Chuckles Bites the Dust In The Mary Tyler Moore Season 6 DVD!
By Dennis Dermody
Posted Feb. 10, 2010, 9:15 a.m. ET

Out now on DVD is the complete sixth season of The Mary Tyler Moore Show. Truly one the best shows on television, this season was amazing, and featured the Emmy-winning "Chuckles Bites The Dust" episode that is brilliant and hilarious. The season also includes one of my favorites, "Edie Gets Married" in which Lou Grant (Ed Asner) gives a touching performance as he deals with the fact that his wife's remarrying. There's the riotous, impromptu "Ted's Wedding," which takes place at Mary's new apartment with a young John Ritter as the minister. Mary's Aunt Flo (the wonderful Eileen Heckhart) bucks heads with Lou Grant in two wonderful episodes. And the lascivious Happy Homemaker, Sue Ann Nivens (Betty White), finally beds Lou one drunken evening in another peerless show. The writing, direction, and cast really rise to the occasion in this fabulously funny season. As they say in the "Chuckles" episode: "A little song, a little dance, a little seltzer down your pants..."

Bad Girls Of Film Noir, Volumes 1 & 2!
By Dennis Dermody
Posted Feb. 9, 2010, 8:33 a.m. ET
Out on DVD are volumes one and two of the glorious series, Bad Girls Of Film Noir. For years, I've dreamed of seeing a film by the Czech auteur Hugo Haas (who wrote, produced, and directed scores of juicy melodramas in the 1950s) on DVD. Well in these two volumes saluting the dangerous dames of crime drams there are two of his gems now in pristine condition starring one of his B muses Cleo Moore: Over-Exposed (1956), about a blackmailing photographer, and One Girl's Confession (1953), wherein a young woman steals from her boss and then merrily goes to prison for the crime without revealing where she buried the money. There are four movies to each volume, and you need both of them. In The Killer That Stalked New York (1953), Evelyn Keyes plays a woman who smuggles diamonds into Manhattan for her shady boyfriend. But she is also carrying small pox and quickly becomes Typhoid Mary infecting the population.

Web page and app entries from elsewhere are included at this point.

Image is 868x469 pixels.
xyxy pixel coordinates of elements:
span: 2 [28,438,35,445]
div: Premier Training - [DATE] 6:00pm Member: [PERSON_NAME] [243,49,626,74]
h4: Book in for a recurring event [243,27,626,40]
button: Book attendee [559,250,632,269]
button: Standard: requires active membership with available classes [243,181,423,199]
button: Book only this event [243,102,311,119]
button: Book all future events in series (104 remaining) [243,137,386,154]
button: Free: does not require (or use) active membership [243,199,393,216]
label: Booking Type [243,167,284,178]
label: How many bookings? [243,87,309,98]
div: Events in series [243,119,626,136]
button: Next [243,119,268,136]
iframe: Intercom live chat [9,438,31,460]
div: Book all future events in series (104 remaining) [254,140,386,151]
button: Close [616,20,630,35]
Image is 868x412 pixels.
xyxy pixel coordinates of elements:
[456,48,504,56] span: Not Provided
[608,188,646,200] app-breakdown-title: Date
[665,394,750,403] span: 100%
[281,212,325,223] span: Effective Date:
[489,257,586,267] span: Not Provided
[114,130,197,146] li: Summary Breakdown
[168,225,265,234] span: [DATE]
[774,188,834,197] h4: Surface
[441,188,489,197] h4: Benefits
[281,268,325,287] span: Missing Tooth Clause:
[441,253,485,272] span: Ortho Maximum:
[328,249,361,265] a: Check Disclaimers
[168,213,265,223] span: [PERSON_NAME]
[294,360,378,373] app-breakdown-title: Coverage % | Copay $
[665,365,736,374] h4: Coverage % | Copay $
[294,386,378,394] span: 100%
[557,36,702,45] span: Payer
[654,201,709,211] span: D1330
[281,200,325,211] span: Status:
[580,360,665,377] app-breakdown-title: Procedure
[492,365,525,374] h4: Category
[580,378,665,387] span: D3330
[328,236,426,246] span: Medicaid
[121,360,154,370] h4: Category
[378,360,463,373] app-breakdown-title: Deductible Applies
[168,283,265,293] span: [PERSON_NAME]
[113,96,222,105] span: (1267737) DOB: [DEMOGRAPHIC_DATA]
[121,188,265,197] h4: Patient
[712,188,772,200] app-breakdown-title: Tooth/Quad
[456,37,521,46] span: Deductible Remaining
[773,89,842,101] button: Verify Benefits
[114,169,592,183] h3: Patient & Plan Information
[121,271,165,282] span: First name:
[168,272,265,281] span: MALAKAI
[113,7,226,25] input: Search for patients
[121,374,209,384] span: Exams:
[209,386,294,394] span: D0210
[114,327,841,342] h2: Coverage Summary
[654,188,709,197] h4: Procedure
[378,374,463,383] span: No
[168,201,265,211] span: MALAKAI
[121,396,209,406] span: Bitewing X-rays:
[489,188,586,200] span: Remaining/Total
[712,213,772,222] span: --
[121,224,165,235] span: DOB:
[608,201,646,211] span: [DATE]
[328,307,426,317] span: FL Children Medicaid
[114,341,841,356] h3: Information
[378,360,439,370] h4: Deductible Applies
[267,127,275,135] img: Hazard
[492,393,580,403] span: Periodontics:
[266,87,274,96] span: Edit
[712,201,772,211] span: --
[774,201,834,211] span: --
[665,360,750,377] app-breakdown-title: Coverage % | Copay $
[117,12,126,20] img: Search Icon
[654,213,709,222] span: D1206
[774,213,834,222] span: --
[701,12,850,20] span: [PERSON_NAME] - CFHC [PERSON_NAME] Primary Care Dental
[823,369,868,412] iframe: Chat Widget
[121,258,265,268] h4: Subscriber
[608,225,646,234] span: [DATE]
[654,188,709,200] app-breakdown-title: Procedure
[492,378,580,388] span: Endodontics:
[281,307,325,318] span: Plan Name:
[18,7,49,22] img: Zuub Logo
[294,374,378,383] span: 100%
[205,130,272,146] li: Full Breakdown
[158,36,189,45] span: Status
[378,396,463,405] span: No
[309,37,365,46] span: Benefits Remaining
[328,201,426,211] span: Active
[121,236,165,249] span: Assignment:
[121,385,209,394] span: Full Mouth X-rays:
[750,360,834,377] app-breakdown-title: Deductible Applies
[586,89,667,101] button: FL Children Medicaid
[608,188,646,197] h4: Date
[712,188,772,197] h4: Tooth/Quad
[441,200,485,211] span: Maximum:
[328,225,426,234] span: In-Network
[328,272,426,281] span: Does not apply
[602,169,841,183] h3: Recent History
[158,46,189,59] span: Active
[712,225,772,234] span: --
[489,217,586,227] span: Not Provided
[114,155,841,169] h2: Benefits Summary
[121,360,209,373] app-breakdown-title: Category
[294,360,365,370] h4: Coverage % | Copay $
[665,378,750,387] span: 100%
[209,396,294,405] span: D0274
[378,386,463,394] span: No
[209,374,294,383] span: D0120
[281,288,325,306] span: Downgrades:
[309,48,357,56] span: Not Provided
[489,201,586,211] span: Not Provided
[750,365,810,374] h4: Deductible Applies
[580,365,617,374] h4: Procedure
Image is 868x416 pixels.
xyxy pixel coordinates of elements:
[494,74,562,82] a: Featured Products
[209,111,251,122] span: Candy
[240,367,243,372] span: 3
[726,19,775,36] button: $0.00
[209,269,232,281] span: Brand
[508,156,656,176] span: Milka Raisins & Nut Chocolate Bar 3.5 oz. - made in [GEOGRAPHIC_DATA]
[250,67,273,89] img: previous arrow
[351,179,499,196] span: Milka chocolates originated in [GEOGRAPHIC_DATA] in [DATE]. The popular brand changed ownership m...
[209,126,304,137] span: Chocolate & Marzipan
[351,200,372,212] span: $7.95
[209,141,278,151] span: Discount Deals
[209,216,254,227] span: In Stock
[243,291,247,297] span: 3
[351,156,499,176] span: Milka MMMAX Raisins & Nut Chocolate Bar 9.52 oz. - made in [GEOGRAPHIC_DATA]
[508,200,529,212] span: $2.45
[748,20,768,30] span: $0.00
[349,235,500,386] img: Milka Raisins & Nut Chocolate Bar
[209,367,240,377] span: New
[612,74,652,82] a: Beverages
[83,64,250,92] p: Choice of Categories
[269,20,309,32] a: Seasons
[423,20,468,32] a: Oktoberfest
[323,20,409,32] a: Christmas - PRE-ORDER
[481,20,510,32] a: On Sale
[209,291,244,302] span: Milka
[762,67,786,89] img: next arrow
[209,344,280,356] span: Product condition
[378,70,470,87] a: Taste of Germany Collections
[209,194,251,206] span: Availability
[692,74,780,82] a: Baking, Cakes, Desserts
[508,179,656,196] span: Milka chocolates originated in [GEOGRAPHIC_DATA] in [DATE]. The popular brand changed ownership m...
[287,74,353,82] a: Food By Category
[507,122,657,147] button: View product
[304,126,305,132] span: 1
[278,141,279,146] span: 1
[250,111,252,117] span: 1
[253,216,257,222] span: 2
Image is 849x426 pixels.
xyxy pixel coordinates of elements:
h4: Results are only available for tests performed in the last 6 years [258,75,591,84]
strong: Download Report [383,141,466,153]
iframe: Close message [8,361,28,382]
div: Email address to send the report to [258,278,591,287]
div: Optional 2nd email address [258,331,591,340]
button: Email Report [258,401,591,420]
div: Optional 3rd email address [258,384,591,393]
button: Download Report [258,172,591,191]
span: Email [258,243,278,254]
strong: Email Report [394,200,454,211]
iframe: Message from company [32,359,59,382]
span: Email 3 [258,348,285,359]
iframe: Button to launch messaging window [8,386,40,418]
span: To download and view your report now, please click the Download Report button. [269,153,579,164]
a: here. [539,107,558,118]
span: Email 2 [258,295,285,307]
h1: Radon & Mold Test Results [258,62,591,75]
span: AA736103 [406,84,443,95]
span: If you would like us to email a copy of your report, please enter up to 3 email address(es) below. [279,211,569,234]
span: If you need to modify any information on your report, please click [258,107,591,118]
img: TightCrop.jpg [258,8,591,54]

The wonderful temptress Lizabeth Scott appears in Two Of A Kind (1951), which finds her dragging Edmond O'Brien into an inheritance scheme, and Bad For Each Other (1953), in which she plays a boozy socialite who tempts good doctor (Charlton Heston) to go against his conscience. The Glass Wall (1953) introduces America to handsome Vittorio Gassman, on the run after stowing away on a boat to America. He falls in with a down-on-her luck gal (Gloria Grahame) in this tense thriller. Night Editor (1946) is the tale of a cop whose extramarital affair keeps him from being an eyewitness to a murder. And the fabulous Women's Prison (1955) stars Ida Lupino as a bitch warden in a female penitentiary filled with B-movie greats like Audrey Totter, Cleo Moore and others. Don't pass these up!

Terribly Happy!
By Dennis Dermody
Posted Feb. 8, 2010, 8:59 a.m. ET
Terribly Happy, which opened last Friday, is a grungy, deliciously demonic Danish film-noir about a Copenhagen cop named Robert Hanson (Jakob Cedergren) who is transferred to a shit hole of a small town where he becomes entangled with a wily, battered wife. Director Henrik Ruben Genz sets all the sleazy machinery into motion as Robert gets nightmarishly sucked down the rabbit hole into murder and mayhem. There's a nice, lurid and bleak Jim Thompson sensibility to the film and the lead has a scruffy, anti-hero handsomeness.
Goodbye Gemini Will Drive You To Twinsanity!
By Dennis Dermody
Posted Feb. 5, 2010, 11:29 a.m. ET
Out on DVD is the bizarre Goodbye Gemini (Scorpion Releasing). Set in swinging London in the '70s, precocious twins Jacki (Judy Geeson) and Julien (Martin Potter) arrive at their father's flat and get rid of the meddling housekeeper by craftily placing their toy teddy bear on the stair landing. She takes a header and is carted off in an ambulance. They are then left to their own demented devices and head to a pub full of decadent swingers and a drag queen disrobing on the bar. There they meet a dissolute couple who unwisely attach themselves to the troubled twosome. The twins are weirdly incestuous and afterJulien is tricked into having a threesome with drag queens in a seedy hotel room the plot unravels into madness and murder. Jacki wanders aimlessly on the streets with a bloody sheet only to be rescued by a slumming politician (Michael Redgrave). Directed by Alan Gibson (The Satanic Rites Of Dracula) and with gorgeous cinematography by Geoffrey Unsworth (2001: A Space Odyssey/Cabaret) this was also known as Twinsanity on VHS. The DVD unleashes its true beauty and enjoyably nutty oddness.